Pop Art and Ready Player One


March was a great month for film! Two weeks ago, I watched A Wrinkle in Time. Last weekend, we trekked back to the theater to catch the adaptation of Ready Player One based on the book by Ernest Cline.

As many of the reviews of this movie have stated, this was a free-for-all pop-culture-filled story containing nearly every 80s film and arcade game reference possible. I’m not hugely into the 80s, given that I was born in the middle of the decade. But I loved the book and was equally excited for the movie!

In the reviews, there was talk about fanboys and fangirls, weaponizing of The Iron Giant and the fact that Ernest Cline got to work with one of his idols, Steven Spielberg. But the one thing that no one (at least not as far as I’ve seen) has talked about is the pop art references that pervade this film.

I’m nowhere near being an expert on art history, but it’s the artistic references used in this film that really got my head turning. Every time Wade and Samantha enter the Oasis, their avatars, Parzival and Artemis, are decked out in the dots reminiscent of Andy Warhol and Roy Lichtenstein’s pop art movement. According to theartstory.org, pop art is a modern art form characterized by mass culture objects. NPR talks about the “comic book look” of Lichtenstein’s most famous pieces. Both of these concepts work really well with the arc of Cline’s story.

Perhaps the directorial choice of pop art dots goes no deeper than the comic book reference. After all, according to Wade, you can do anything in the Oasis, even climb Mount Everest with Batman. While a lot of Ernest Cline’s 80s references are a celebration of everything 80s, I think the concept does go a bit deeper than this, even if he didn’t intend it. The glorifying of everything means you are celebrating only artifice and the invention of something that is not real, which hints at the message beneath all the video games.

The use of the pop art dots to suggest when the characters are in the Oasis was a deliberate choice and goes right along with the first of Cline’s intentions, to celebrate the stories, music and gaming that are both part of his formative years. It’s a smart way of helping to mark when the characters travel from the real world into the artificial realm of the Oasis.

Dots as an artistic mechanism are nothing new in art, of course. They are a huge part of the impressionism movement too. But, there’s nothing quite like dots to suggest the millions of pixels that create an image on the web – when you’re in a completely different medium and telling a story on film.

The film adaptation of Ready Player One was a wild visual ride. I loved seeing the action scenes I read in the book portrayed on screen and even though I’m not a huge 80s pop culture enthusiast, I still enjoyed seeing characters from other famous films and comic books I recognized brought to life on screen. As I’ve mentioned in a previous blog post, I’m all about the story and the interpretation. It’s pretty infrequently that a director’s interpretation gets in the way of my enjoyment of watching a story I’ve read played out on screen.

Have you checked out the movie? What were your thoughts on the experience? Please share in the comments!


Exact reproduction of every record is required, and pictures are to be excluded.

_Data tied to figure images_:
=== Section Start ===
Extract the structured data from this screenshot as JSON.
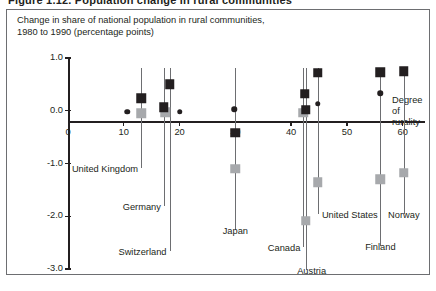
{
  "cropped_caption": "Figure 1.12.  Population change in rural communities",
  "figure": {
    "title": "Change in share of national population in rural communities,\n1980 to 1990 (percentage points)"
  },
  "chart_data": {
    "type": "scatter",
    "title": "Change in share of national population in rural communities, 1980 to 1990 (percentage points)",
    "xlabel": "Degree of rurality",
    "ylabel": "",
    "xlim": [
      0,
      64
    ],
    "ylim": [
      -3.0,
      1.0
    ],
    "grid": false,
    "legend_position": "none",
    "x_ticks": [
      0,
      10,
      20,
      30,
      40,
      50,
      60
    ],
    "x_tick_labels": [
      "0",
      "10",
      "20",
      "30",
      "40",
      "50",
      "60"
    ],
    "y_ticks": [
      1.0,
      0.0,
      -1.0,
      -2.0,
      -3.0
    ],
    "y_tick_labels": [
      "1.0",
      "0.0",
      "-1.0",
      "-2.0",
      "-3.0"
    ],
    "series": [
      {
        "name": "dark-square",
        "marker": "square",
        "color": "#231f20",
        "points": [
          {
            "country": "United Kingdom",
            "x": 13.1,
            "y": 0.24
          },
          {
            "country": "Germany",
            "x": 17.2,
            "y": 0.07
          },
          {
            "country": "Switzerland",
            "x": 18.2,
            "y": 0.5
          },
          {
            "country": "Japan",
            "x": 30.0,
            "y": -0.42
          },
          {
            "country": "Canada",
            "x": 42.4,
            "y": 0.32
          },
          {
            "country": "United States",
            "x": 42.6,
            "y": 0.02
          },
          {
            "country": "Austria",
            "x": 44.8,
            "y": 0.72
          },
          {
            "country": "Finland",
            "x": 56.0,
            "y": 0.73
          },
          {
            "country": "Norway",
            "x": 60.2,
            "y": 0.75
          }
        ]
      },
      {
        "name": "grey-square",
        "marker": "square",
        "color": "#a7a9ac",
        "points": [
          {
            "country": "United Kingdom",
            "x": 13.1,
            "y": -0.05
          },
          {
            "country": "Germany",
            "x": 17.4,
            "y": -0.03
          },
          {
            "country": "Japan",
            "x": 30.0,
            "y": -1.1
          },
          {
            "country": "Canada",
            "x": 42.2,
            "y": -0.04
          },
          {
            "country": "Austria",
            "x": 42.6,
            "y": -2.09
          },
          {
            "country": "United States",
            "x": 44.8,
            "y": -1.36
          },
          {
            "country": "Finland",
            "x": 56.0,
            "y": -1.3
          },
          {
            "country": "Norway",
            "x": 60.2,
            "y": -1.18
          }
        ]
      },
      {
        "name": "dark-dot",
        "marker": "circle",
        "color": "#231f20",
        "points": [
          {
            "country": "United Kingdom",
            "x": 10.6,
            "y": -0.02
          },
          {
            "country": "Switzerland",
            "x": 20.0,
            "y": -0.02
          },
          {
            "country": "Japan",
            "x": 29.8,
            "y": 0.03
          },
          {
            "country": "Austria",
            "x": 44.8,
            "y": 0.13
          },
          {
            "country": "Finland",
            "x": 56.0,
            "y": 0.33
          }
        ]
      }
    ],
    "annotations": [
      {
        "label": "United Kingdom",
        "x": 13.1
      },
      {
        "label": "Germany",
        "x": 17.2
      },
      {
        "label": "Switzerland",
        "x": 18.2
      },
      {
        "label": "Japan",
        "x": 30.0
      },
      {
        "label": "Canada",
        "x": 42.2
      },
      {
        "label": "Austria",
        "x": 42.6
      },
      {
        "label": "United States",
        "x": 44.8
      },
      {
        "label": "Finland",
        "x": 56.0
      },
      {
        "label": "Norway",
        "x": 60.2
      }
    ]
  },
  "labels": {
    "united_kingdom": "United Kingdom",
    "germany": "Germany",
    "switzerland": "Switzerland",
    "japan": "Japan",
    "canada": "Canada",
    "austria": "Austria",
    "united_states": "United States",
    "finland": "Finland",
    "norway": "Norway",
    "degree_of_rurality": "Degree\nof\nrurality"
  },
  "colors": {
    "dark_marker": "#231f20",
    "grey_marker": "#a7a9ac",
    "axis": "#231f20",
    "frame": "#6d6e71",
    "leader": "#6d6e71",
    "background": "#ffffff"
  }
}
=== Section End ===
_OUTPUT FOR THIS TASK_:
Extract the structured data from this screenshot as JSON.
{
  "cropped_caption": "Figure 1.12.  Population change in rural communities",
  "figure": {
    "title": "Change in share of national population in rural communities,\n1980 to 1990 (percentage points)"
  },
  "chart_data": {
    "type": "scatter",
    "title": "Change in share of national population in rural communities, 1980 to 1990 (percentage points)",
    "xlabel": "Degree of rurality",
    "ylabel": "",
    "xlim": [
      0,
      64
    ],
    "ylim": [
      -3.0,
      1.0
    ],
    "grid": false,
    "legend_position": "none",
    "x_ticks": [
      0,
      10,
      20,
      30,
      40,
      50,
      60
    ],
    "x_tick_labels": [
      "0",
      "10",
      "20",
      "30",
      "40",
      "50",
      "60"
    ],
    "y_ticks": [
      1.0,
      0.0,
      -1.0,
      -2.0,
      -3.0
    ],
    "y_tick_labels": [
      "1.0",
      "0.0",
      "-1.0",
      "-2.0",
      "-3.0"
    ],
    "series": [
      {
        "name": "dark-square",
        "marker": "square",
        "color": "#231f20",
        "points": [
          {
            "country": "United Kingdom",
            "x": 13.1,
            "y": 0.24
          },
          {
            "country": "Germany",
            "x": 17.2,
            "y": 0.07
          },
          {
            "country": "Switzerland",
            "x": 18.2,
            "y": 0.5
          },
          {
            "country": "Japan",
            "x": 30.0,
            "y": -0.42
          },
          {
            "country": "Canada",
            "x": 42.4,
            "y": 0.32
          },
          {
            "country": "United States",
            "x": 42.6,
            "y": 0.02
          },
          {
            "country": "Austria",
            "x": 44.8,
            "y": 0.72
          },
          {
            "country": "Finland",
            "x": 56.0,
            "y": 0.73
          },
          {
            "country": "Norway",
            "x": 60.2,
            "y": 0.75
          }
        ]
      },
      {
        "name": "grey-square",
        "marker": "square",
        "color": "#a7a9ac",
        "points": [
          {
            "country": "United Kingdom",
            "x": 13.1,
            "y": -0.05
          },
          {
            "country": "Germany",
            "x": 17.4,
            "y": -0.03
          },
          {
            "country": "Japan",
            "x": 30.0,
            "y": -1.1
          },
          {
            "country": "Canada",
            "x": 42.2,
            "y": -0.04
          },
          {
            "country": "Austria",
            "x": 42.6,
            "y": -2.09
          },
          {
            "country": "United States",
            "x": 44.8,
            "y": -1.36
          },
          {
            "country": "Finland",
            "x": 56.0,
            "y": -1.3
          },
          {
            "country": "Norway",
            "x": 60.2,
            "y": -1.18
          }
        ]
      },
      {
        "name": "dark-dot",
        "marker": "circle",
        "color": "#231f20",
        "points": [
          {
            "country": "United Kingdom",
            "x": 10.6,
            "y": -0.02
          },
          {
            "country": "Switzerland",
            "x": 20.0,
            "y": -0.02
          },
          {
            "country": "Japan",
            "x": 29.8,
            "y": 0.03
          },
          {
            "country": "Austria",
            "x": 44.8,
            "y": 0.13
          },
          {
            "country": "Finland",
            "x": 56.0,
            "y": 0.33
          }
        ]
      }
    ],
    "annotations": [
      {
        "label": "United Kingdom",
        "x": 13.1
      },
      {
        "label": "Germany",
        "x": 17.2
      },
      {
        "label": "Switzerland",
        "x": 18.2
      },
      {
        "label": "Japan",
        "x": 30.0
      },
      {
        "label": "Canada",
        "x": 42.2
      },
      {
        "label": "Austria",
        "x": 42.6
      },
      {
        "label": "United States",
        "x": 44.8
      },
      {
        "label": "Finland",
        "x": 56.0
      },
      {
        "label": "Norway",
        "x": 60.2
      }
    ]
  },
  "labels": {
    "united_kingdom": "United Kingdom",
    "germany": "Germany",
    "switzerland": "Switzerland",
    "japan": "Japan",
    "canada": "Canada",
    "austria": "Austria",
    "united_states": "United States",
    "finland": "Finland",
    "norway": "Norway",
    "degree_of_rurality": "Degree\nof\nrurality"
  },
  "colors": {
    "dark_marker": "#231f20",
    "grey_marker": "#a7a9ac",
    "axis": "#231f20",
    "frame": "#6d6e71",
    "leader": "#6d6e71",
    "background": "#ffffff"
  }
}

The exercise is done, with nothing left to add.